I love being able to remote into my home PC and experience near lag-free use via RDP. I've tried the Gnome and KDE implementations but they aren't that great as a user who just wants to connect and use the PC.
I found the gnome one confusing, as it had two options. One had to be logged into locally and unlocked first. The other didn't I believe but there was some other gotcha. Maybe having signed in once but then locked the session. I do remember not being able to RDP from a fresh reboot which made me think the machine failed to boot. KDE's implementation I think also suffered from having to log in locally first.
I've made use of Sunshine and Moonlight for now.
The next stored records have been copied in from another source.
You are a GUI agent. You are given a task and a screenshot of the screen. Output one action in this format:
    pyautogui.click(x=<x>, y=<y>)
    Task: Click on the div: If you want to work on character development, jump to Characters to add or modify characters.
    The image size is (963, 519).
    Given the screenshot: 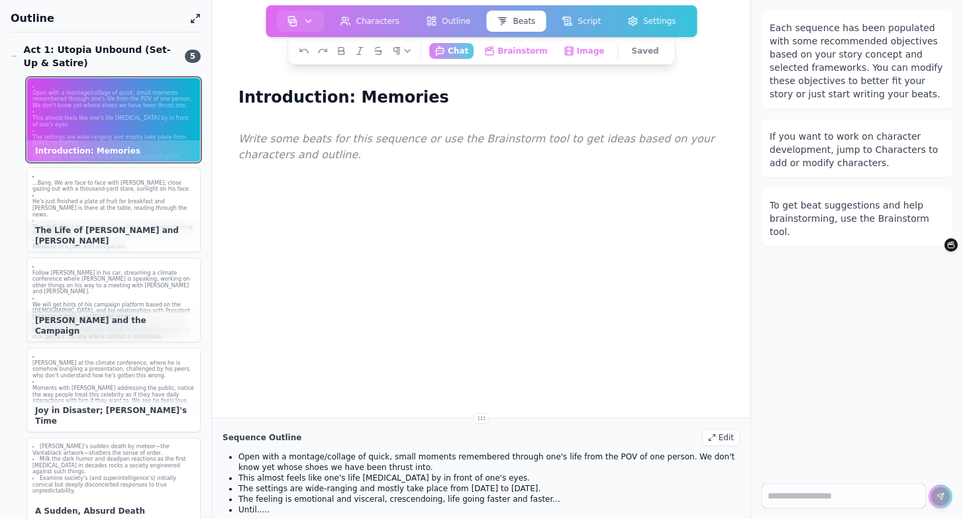 What is the action you would take?
    pyautogui.click(x=857, y=150)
It works, but it's meant more for gaming. No copy and paste, more bandwidth or more cpu/gpu cycles, etc.
""Open-Source Low-Latency Accelerated Linux WebRTC HTML5 Remote Desktop Streaming Platform for Self-Hosting, Containers, Kubernetes, or Cloud/HPC""
When responding to RFPs, the open-source stuff has an a higher level of scrutinty than the closed systems. Like, if it's open then you have to show it's good but if it's closed the vendor just says "yep, we are perfect" and the agency could move on. It feels like the agency, and the employees don't want any responsibility. But I've never seen anyone lose their government job from some incompetence.
Although, to your point, they can just sell it to the nearby farms growing stuff we eat that isn't tested the same way...
I just got a message from WA-LCB today with updated pesticide information, working with WSU, so here's some details -- https://agr.wa.gov/departments/cannabis/pesticide-use
And here's the Action Limits defined in WA law: https://app.leg.wa.gov/WAC/default.aspx?cite=314-55-108
And if the pesticides test are hot on the cross-contaminated cannabis; how much is on those apples three fields over?
Folk ask themselves, why contribute to this thing (MIT/GPL licenses) if there some for-profit entity involved?
Folk can't take us at face-value (I'd argue demonstrated value) and level (unfounded) accusations at us; because some other player did things "dirty".
Well, other folk wanted to pay for support/customisation and in USA you make a for-profit entity to do that. So the corporate part of the open-source project is, nearly, a requirement.